Porting NetBSD to HummingBoard Pulse, Part 1
This report was written by Saurav Prakash as part of Google Summer of Code 2019.
My venture into the first phase of The Google Summer of Code is nearing an end. The experience was enriching in every dimension, and the learning exposure I was subjected to was genuinely worthwhile. Here is a brief report on the work I have performed during this coding period.
About HummingBoard Pulse
HummingBoard Pulse is an arm64 board developed by SolidRun, with iMX8 System-on-Chip, Dual/Quad core Cortex A53 processor. This project involves extending the GENERIC64 kernel to support iMX8 SoC.
Device Tree Files
We compare the compatible property of the root node in the device tree with the list of ARM platforms compiled into the kernel. We add the .dts file for imx8 which is compatible with the imx8mq.dtsi file adopted from the Linux mainline 5.1.4. At this early stage, nodes for uart, iomux and clock only were created.
Board Platform Code
The platform code provides SoC specific code needed early at boot. The arm_platform structure for imx8 is initialised here. It contains function pointers like .ap_attach_init_args, .ap_device_register, .ap_reset, .ap_delay, .ap_uart_freq, .ap_mpstart and a, platform_early_putchar_function so that we can send a character to UART.
Clock Driver
During the booting stage we only need to enable the uart clocks (IMX8MQ_CLK_UART*_ROOT) and its parents. This includes writing drivers for fixed clocks (OSC_25M, OSC_27M, OSC_32K, and more), fixed-factor clocks, divider clocks, mux clocks, composite clocks (IMX8MQ_CLK_UART*), gate clocks (IMX8MQ_CLK_UART*_ROOT), sccg-pll clocks, and frac-pll clocks.
UART Driver
The imx drivers are separated between "core driver" and "bus glue". <arch/arm/imx/imxuart.c> is a "core driver", and we need to write a fdt based "bus glue" for the custom bus, this non-fdt based imx code currently uses.
You can checkout the code from here.What's Next
The sccg-pll, frac-pll, composite clocks aren't complete yet. So the focus in the next weeks would be to complete the unfinished work as required for the board to be booting till root. Finalising the UART driver code. Modifying the drivers written now, to suit the needs later. And then moving on further to write iomux driver, and then a USB driver for a storage device to boot from.
Lastly I would like to thank my mentors, @jmcneill, @martin @Cryo for being a constant support and non-flickering guidance throughout the process.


What you are asked to do |
Every record here needs to be written out again exactly.
◆ ◆ ◆ ◆
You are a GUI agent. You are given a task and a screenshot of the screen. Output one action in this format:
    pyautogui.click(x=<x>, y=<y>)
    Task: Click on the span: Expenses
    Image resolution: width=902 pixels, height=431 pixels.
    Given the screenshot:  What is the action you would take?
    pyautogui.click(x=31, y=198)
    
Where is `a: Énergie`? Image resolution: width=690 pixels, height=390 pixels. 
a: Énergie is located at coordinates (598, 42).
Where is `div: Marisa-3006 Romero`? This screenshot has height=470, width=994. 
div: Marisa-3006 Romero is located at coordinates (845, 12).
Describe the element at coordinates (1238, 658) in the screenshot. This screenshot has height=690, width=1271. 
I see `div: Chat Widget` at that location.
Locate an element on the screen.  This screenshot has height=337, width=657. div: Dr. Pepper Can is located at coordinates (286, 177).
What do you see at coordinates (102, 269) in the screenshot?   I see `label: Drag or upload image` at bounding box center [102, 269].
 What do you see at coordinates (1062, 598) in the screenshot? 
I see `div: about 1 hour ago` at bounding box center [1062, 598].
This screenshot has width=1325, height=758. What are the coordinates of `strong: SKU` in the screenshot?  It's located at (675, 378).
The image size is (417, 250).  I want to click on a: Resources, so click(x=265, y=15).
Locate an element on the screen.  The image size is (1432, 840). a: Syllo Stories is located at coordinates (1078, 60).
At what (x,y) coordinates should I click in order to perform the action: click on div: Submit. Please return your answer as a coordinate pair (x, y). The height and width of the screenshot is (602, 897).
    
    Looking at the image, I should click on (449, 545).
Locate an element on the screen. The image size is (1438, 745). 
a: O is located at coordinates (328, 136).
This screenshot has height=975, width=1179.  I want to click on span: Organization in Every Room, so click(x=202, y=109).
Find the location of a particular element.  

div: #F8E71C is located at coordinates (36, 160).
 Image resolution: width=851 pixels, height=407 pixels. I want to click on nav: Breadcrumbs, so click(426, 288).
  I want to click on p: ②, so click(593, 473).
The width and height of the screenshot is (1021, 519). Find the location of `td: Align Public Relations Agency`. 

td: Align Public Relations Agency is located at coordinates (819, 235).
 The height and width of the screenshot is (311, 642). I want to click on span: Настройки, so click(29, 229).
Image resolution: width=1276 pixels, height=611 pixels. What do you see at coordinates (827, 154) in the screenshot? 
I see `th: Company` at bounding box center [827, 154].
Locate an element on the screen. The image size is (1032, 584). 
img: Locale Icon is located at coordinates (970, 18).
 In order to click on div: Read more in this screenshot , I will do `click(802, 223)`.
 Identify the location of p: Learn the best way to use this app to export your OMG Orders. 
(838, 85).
◆ ◆ ◆ ◆
Reply to the exercise |
You are a GUI agent. You are given a task and a screenshot of the screen. Output one action in this format:
    pyautogui.click(x=<x>, y=<y>)
    Task: Click on the span: Expenses
    Image resolution: width=902 pixels, height=431 pixels.
    Given the screenshot:  What is the action you would take?
    pyautogui.click(x=31, y=198)
    
Where is `a: Énergie`? Image resolution: width=690 pixels, height=390 pixels. 
a: Énergie is located at coordinates (598, 42).
Where is `div: Marisa-3006 Romero`? This screenshot has height=470, width=994. 
div: Marisa-3006 Romero is located at coordinates (845, 12).
Describe the element at coordinates (1238, 658) in the screenshot. This screenshot has height=690, width=1271. 
I see `div: Chat Widget` at that location.
Locate an element on the screen.  This screenshot has height=337, width=657. div: Dr. Pepper Can is located at coordinates (286, 177).
What do you see at coordinates (102, 269) in the screenshot?   I see `label: Drag or upload image` at bounding box center [102, 269].
 What do you see at coordinates (1062, 598) in the screenshot? 
I see `div: about 1 hour ago` at bounding box center [1062, 598].
This screenshot has width=1325, height=758. What are the coordinates of `strong: SKU` in the screenshot?  It's located at (675, 378).
The image size is (417, 250).  I want to click on a: Resources, so click(x=265, y=15).
Locate an element on the screen.  The image size is (1432, 840). a: Syllo Stories is located at coordinates (1078, 60).
At what (x,y) coordinates should I click in order to perform the action: click on div: Submit. Please return your answer as a coordinate pair (x, y). The height and width of the screenshot is (602, 897).
    
    Looking at the image, I should click on (449, 545).
Locate an element on the screen. The image size is (1438, 745). 
a: O is located at coordinates (328, 136).
This screenshot has height=975, width=1179.  I want to click on span: Organization in Every Room, so click(x=202, y=109).
Find the location of a particular element.  

div: #F8E71C is located at coordinates (36, 160).
 Image resolution: width=851 pixels, height=407 pixels. I want to click on nav: Breadcrumbs, so click(426, 288).
  I want to click on p: ②, so click(593, 473).
The width and height of the screenshot is (1021, 519). Find the location of `td: Align Public Relations Agency`. 

td: Align Public Relations Agency is located at coordinates (819, 235).
 The height and width of the screenshot is (311, 642). I want to click on span: Настройки, so click(29, 229).
Image resolution: width=1276 pixels, height=611 pixels. What do you see at coordinates (827, 154) in the screenshot? 
I see `th: Company` at bounding box center [827, 154].
Locate an element on the screen. The image size is (1032, 584). 
img: Locale Icon is located at coordinates (970, 18).
 In order to click on div: Read more in this screenshot , I will do `click(802, 223)`.
 Identify the location of p: Learn the best way to use this app to export your OMG Orders. 
(838, 85).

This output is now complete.